Nature may have found a functional cure for human immunodeficiency virus 1 or HIV 1 infection decades ago, and now scientists at the Ragon Institute of MGH, MIT and Harvard, US, can see it using a new (and much improved) gene sequencing technique.
If these scientists can replicate this cure, it could mean the end of the HIV pandemic as we know it. It would end lifelong dependence on antiretroviral therapy (ART), and drastically improve health outcomes for patients.
But first, the details.
The Radon study comprised 64 people with HIV1 infection who got better without medical intervention as their bodies were able to limit the retrovirus in such a way that it could no longer cause disease.
Here’s how the scientists explain it: HIV is a retrovirus. It inserts itself into human genes all over the body. Wherever the entire viral genetic material gets inserted, the virus can multiply. Current HIV medicines stop this multiplication from happening, but they can’t remove the virus or block it permanently.
The result: people who are on ART for HIV/AIDS need to take these medicines for life. The moment they stop taking the medicines, the virus can start growing again and the person can become very sick, very quickly.
In these 64 people in the study, however, the story is quite different. Some of these people have been HIV-positive for nearly 30 years without getting sick. Researchers call these 64 (and several others like them) elite controllers.
Here’s why: when an elite controller gets the HIV infection, the virus goes and attaches to the genes—just like it does with everyone else. However, what happens next is unique to elite controllers: their body is somehow able to move the virus from those parts of human genes that express themselves to parts that stay mute (gene deserts, as the researchers call these sections).
Eleven of the 64 people in the study proved to be exceptional controllers, as they were able to limit the virus to parts of the human genome that are “so dense and remote that the cell’s machinery cannot replicate" the virus.
The scientists suspect that T-cell mediated immune response could be the reason elite controllers can keep HIV infection in check without medication—this is because the elite controllers didn’t have antibodies to the virus, but the immune system seemed to have a memory of fighting the infection.
Writing in the peer-reviewed journal Nature, the research scientists said that fewer than 0.5% of people with replication-competent viral reservoir (virus capable of spreading and causing reinfection) are able to keep the virus down to undetectable levels in their blood (extremely low plasma viraemia). And this 0.5% of people (including the 64 participants in the study) who are exposed to HIV1 but can fight it may be the key to finding a cure for HIV1.
HIV1 is one of two types of HIV; it is responsible for most of the 35 million-plus HIV infections around the world. Currently, lifelong antiretroviral therapy is the mainstay of HIV treatment. That said, ART has some downsides: it can be difficult to access for people in some parts of the world, it can be out of budget for some people and it has some long-term side-effects like organ damage. Additionally, ART does not cure HIV—it manages the infection by not allowing the virus to make copies of itself and spread in the body.
To be sure, people on ART should not discontinue their medication. Indeed, the study showed that starting ART immediately after being infected may trigger this functional cure in about 10% of people.
That said, if the scientists can work out exactly how elite controllers move the virus to gene deserts, ART may become obsolete and the fear and stigma around HIV, a thing of the past.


• PROBLEM: Word for word, print every entry below.
_ _ _ _
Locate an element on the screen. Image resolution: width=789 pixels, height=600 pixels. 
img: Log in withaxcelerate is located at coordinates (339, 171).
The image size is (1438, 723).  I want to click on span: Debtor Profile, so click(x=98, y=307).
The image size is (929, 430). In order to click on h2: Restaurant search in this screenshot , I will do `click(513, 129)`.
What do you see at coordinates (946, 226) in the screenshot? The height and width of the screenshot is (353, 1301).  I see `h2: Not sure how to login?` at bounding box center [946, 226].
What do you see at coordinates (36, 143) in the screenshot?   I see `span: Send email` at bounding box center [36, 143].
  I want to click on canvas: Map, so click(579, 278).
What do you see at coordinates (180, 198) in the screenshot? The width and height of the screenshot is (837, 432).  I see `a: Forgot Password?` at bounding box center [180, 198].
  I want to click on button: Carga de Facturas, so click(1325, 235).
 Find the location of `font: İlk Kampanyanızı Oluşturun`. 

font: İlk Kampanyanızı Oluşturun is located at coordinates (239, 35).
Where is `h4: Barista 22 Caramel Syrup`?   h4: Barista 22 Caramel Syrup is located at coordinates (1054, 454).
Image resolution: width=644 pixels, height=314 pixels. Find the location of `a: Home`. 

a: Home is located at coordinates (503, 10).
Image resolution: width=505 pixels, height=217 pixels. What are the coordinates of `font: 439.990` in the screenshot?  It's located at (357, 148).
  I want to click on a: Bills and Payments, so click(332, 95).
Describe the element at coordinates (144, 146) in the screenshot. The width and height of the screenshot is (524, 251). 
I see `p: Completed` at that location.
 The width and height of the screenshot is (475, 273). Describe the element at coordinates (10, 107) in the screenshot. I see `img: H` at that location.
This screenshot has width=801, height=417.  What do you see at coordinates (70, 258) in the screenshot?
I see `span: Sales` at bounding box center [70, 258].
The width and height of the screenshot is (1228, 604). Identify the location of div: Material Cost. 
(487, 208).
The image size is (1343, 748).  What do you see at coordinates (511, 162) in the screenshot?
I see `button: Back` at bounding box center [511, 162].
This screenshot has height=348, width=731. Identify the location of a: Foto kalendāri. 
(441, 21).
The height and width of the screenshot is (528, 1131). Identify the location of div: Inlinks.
_ _ _ _
• ANSWER BOX:
Locate an element on the screen. Image resolution: width=789 pixels, height=600 pixels. 
img: Log in withaxcelerate is located at coordinates (339, 171).
The image size is (1438, 723).  I want to click on span: Debtor Profile, so click(x=98, y=307).
The image size is (929, 430). In order to click on h2: Restaurant search in this screenshot , I will do `click(513, 129)`.
What do you see at coordinates (946, 226) in the screenshot? The height and width of the screenshot is (353, 1301).  I see `h2: Not sure how to login?` at bounding box center [946, 226].
What do you see at coordinates (36, 143) in the screenshot?   I see `span: Send email` at bounding box center [36, 143].
  I want to click on canvas: Map, so click(579, 278).
What do you see at coordinates (180, 198) in the screenshot? The width and height of the screenshot is (837, 432).  I see `a: Forgot Password?` at bounding box center [180, 198].
  I want to click on button: Carga de Facturas, so click(1325, 235).
 Find the location of `font: İlk Kampanyanızı Oluşturun`. 

font: İlk Kampanyanızı Oluşturun is located at coordinates (239, 35).
Where is `h4: Barista 22 Caramel Syrup`?   h4: Barista 22 Caramel Syrup is located at coordinates (1054, 454).
Image resolution: width=644 pixels, height=314 pixels. Find the location of `a: Home`. 

a: Home is located at coordinates (503, 10).
Image resolution: width=505 pixels, height=217 pixels. What are the coordinates of `font: 439.990` in the screenshot?  It's located at (357, 148).
  I want to click on a: Bills and Payments, so click(332, 95).
Describe the element at coordinates (144, 146) in the screenshot. The width and height of the screenshot is (524, 251). 
I see `p: Completed` at that location.
 The width and height of the screenshot is (475, 273). Describe the element at coordinates (10, 107) in the screenshot. I see `img: H` at that location.
This screenshot has width=801, height=417.  What do you see at coordinates (70, 258) in the screenshot?
I see `span: Sales` at bounding box center [70, 258].
The width and height of the screenshot is (1228, 604). Identify the location of div: Material Cost. 
(487, 208).
The image size is (1343, 748).  What do you see at coordinates (511, 162) in the screenshot?
I see `button: Back` at bounding box center [511, 162].
This screenshot has height=348, width=731. Identify the location of a: Foto kalendāri. 
(441, 21).
The height and width of the screenshot is (528, 1131). Identify the location of div: Inlinks.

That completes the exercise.